People v. Tees

Annotate this Case

386 Mich. 483 (1971)

192 N.W.2d 241

PEOPLE v. TEES PEOPLE v. BATTEN

No. 30 October Term 1971, Docket Nos. 52,924, 52,925.

Supreme Court of Michigan.

Decided December 21, 1971.

*484 Frank J. Kelley, Attorney General, Robert A. Derengoski, Solicitor General, Thomas G. Plunkett, Prosecuting Attorney, and Dennis Donohue, Chief Appellate Counsel, for the people.

James F. Finn, for defendants.

PER CURIAM:

The controlling question here is substantially the same as that which confronted the Supreme Court in Barber v. Page (1968), 390 US 719 (88 S Ct 1318, 20 L Ed 2d 255), and again in Berger v. California (1969), 393 US 314 (89 S Ct 540, 21 L Ed 2d 508). That question is whether the defendants were deprived of their Sixth and Fourteenth Amendment right to be confronted by absent from this joint trial prosecution witnesses Connie Wood and Victor Postic. For the background of facts giving rise to the stated question, see People v. Tees (1970), 23 Mich App 476 and People v. Batten (1967), 9 Mich App 195.

Defendants were tried and sentenced in 1962, prior of course to the handing down of Barber and Berger. However, in Berger, the presently applied rule of Barber was held effective retroactively.

The prosecuting attorney concedes that "no showing was made of any attempt to procure the presence of the witness Victor Postic at the trial in the above entitled cause, other than a mere showing that he *485 was in the Navy and outside the jurisdiction of the State." He contends however that the transcript of Postic's testimony shows that such testimony did not incriminate either of the defendants, "and indeed constituted harmless constitutional error," citing Chapman v. California (1967), 386 US 18 (87 S Ct 824, 17 L Ed 2d 705). As for the witness Wood, the prosecutor states candidly that "the People have never contended that her testimony was harmless." His position nonetheless is that defendants "have failed to establish any abuse of discretion on behalf of the trial court's actions in ruling that sufficient effort had been expended to produce Miss Connie Wood for trial."

We are convinced that the record made here, as and for justification of nonproduction at the trial of the two named witnesses, and of the evidentiary employment during the trial of testimony given by them at the preliminary examination, comes within the constitutional ban of Barber and Berger and that it would never pass muster before the Supreme Court.

Reversed and remanded for new trial or separate trials, as the trial judge may be advised.

T.M. KAVANAGH, C.J., and BLACK, ADAMS, T.E. BRENNAN, T.G. KAVANAGH, SWAINSON, and WILLIAMS, JJ., concurred.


▶ About this task
Return all records exactly. Nothing may be added.

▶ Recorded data
▬▬▬▬▬▬

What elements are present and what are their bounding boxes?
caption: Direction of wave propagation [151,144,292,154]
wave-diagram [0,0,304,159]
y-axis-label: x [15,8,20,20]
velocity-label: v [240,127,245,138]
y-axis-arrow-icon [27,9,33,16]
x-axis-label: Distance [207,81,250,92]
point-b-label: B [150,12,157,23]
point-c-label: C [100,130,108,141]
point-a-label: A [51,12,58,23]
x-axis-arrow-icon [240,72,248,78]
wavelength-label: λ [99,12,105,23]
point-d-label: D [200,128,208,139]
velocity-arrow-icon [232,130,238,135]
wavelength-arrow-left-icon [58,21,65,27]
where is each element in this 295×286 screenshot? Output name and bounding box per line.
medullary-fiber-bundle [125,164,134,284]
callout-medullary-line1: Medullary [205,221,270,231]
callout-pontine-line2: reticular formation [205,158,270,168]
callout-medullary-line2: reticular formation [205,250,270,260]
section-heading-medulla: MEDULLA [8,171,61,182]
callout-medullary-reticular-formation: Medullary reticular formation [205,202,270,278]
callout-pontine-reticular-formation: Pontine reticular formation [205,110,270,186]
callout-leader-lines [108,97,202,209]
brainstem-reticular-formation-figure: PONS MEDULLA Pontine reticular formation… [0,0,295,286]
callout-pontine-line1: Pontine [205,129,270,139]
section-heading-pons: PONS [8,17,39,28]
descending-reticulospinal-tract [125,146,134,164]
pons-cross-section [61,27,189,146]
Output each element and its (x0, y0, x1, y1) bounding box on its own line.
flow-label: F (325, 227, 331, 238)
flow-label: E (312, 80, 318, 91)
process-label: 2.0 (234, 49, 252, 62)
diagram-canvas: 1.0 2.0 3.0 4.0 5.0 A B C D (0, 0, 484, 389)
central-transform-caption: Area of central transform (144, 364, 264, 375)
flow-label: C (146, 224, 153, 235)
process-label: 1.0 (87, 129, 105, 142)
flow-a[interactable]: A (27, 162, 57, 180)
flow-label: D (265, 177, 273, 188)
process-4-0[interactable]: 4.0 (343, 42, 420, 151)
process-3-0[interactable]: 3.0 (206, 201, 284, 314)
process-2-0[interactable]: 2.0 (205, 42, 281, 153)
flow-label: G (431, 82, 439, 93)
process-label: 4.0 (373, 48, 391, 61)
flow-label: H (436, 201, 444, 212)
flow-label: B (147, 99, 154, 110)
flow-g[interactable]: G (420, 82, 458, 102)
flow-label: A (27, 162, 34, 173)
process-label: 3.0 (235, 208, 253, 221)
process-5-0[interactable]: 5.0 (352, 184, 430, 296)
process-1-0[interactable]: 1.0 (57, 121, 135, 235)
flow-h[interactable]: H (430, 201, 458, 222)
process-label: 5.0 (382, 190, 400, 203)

▬▬▬▬▬▬

▶ Task response
What elements are present and what are their bounding boxes?
caption: Direction of wave propagation [151,144,292,154]
wave-diagram [0,0,304,159]
y-axis-label: x [15,8,20,20]
velocity-label: v [240,127,245,138]
y-axis-arrow-icon [27,9,33,16]
x-axis-label: Distance [207,81,250,92]
point-b-label: B [150,12,157,23]
point-c-label: C [100,130,108,141]
point-a-label: A [51,12,58,23]
x-axis-arrow-icon [240,72,248,78]
wavelength-label: λ [99,12,105,23]
point-d-label: D [200,128,208,139]
velocity-arrow-icon [232,130,238,135]
wavelength-arrow-left-icon [58,21,65,27]
where is each element in this 295×286 screenshot? Output name and bounding box per line.
medullary-fiber-bundle [125,164,134,284]
callout-medullary-line1: Medullary [205,221,270,231]
callout-pontine-line2: reticular formation [205,158,270,168]
callout-medullary-line2: reticular formation [205,250,270,260]
section-heading-medulla: MEDULLA [8,171,61,182]
callout-medullary-reticular-formation: Medullary reticular formation [205,202,270,278]
callout-pontine-reticular-formation: Pontine reticular formation [205,110,270,186]
callout-leader-lines [108,97,202,209]
brainstem-reticular-formation-figure: PONS MEDULLA Pontine reticular formation… [0,0,295,286]
callout-pontine-line1: Pontine [205,129,270,139]
section-heading-pons: PONS [8,17,39,28]
descending-reticulospinal-tract [125,146,134,164]
pons-cross-section [61,27,189,146]
Output each element and its (x0, y0, x1, y1) bounding box on its own line.
flow-label: F (325, 227, 331, 238)
flow-label: E (312, 80, 318, 91)
process-label: 2.0 (234, 49, 252, 62)
diagram-canvas: 1.0 2.0 3.0 4.0 5.0 A B C D (0, 0, 484, 389)
central-transform-caption: Area of central transform (144, 364, 264, 375)
flow-label: C (146, 224, 153, 235)
process-label: 1.0 (87, 129, 105, 142)
flow-a[interactable]: A (27, 162, 57, 180)
flow-label: D (265, 177, 273, 188)
process-4-0[interactable]: 4.0 (343, 42, 420, 151)
process-3-0[interactable]: 3.0 (206, 201, 284, 314)
process-2-0[interactable]: 2.0 (205, 42, 281, 153)
flow-label: G (431, 82, 439, 93)
process-label: 4.0 (373, 48, 391, 61)
flow-label: H (436, 201, 444, 212)
flow-label: B (147, 99, 154, 110)
flow-g[interactable]: G (420, 82, 458, 102)
flow-label: A (27, 162, 34, 173)
process-label: 3.0 (235, 208, 253, 221)
process-5-0[interactable]: 5.0 (352, 184, 430, 296)
process-1-0[interactable]: 1.0 (57, 121, 135, 235)
flow-h[interactable]: H (430, 201, 458, 222)
process-label: 5.0 (382, 190, 400, 203)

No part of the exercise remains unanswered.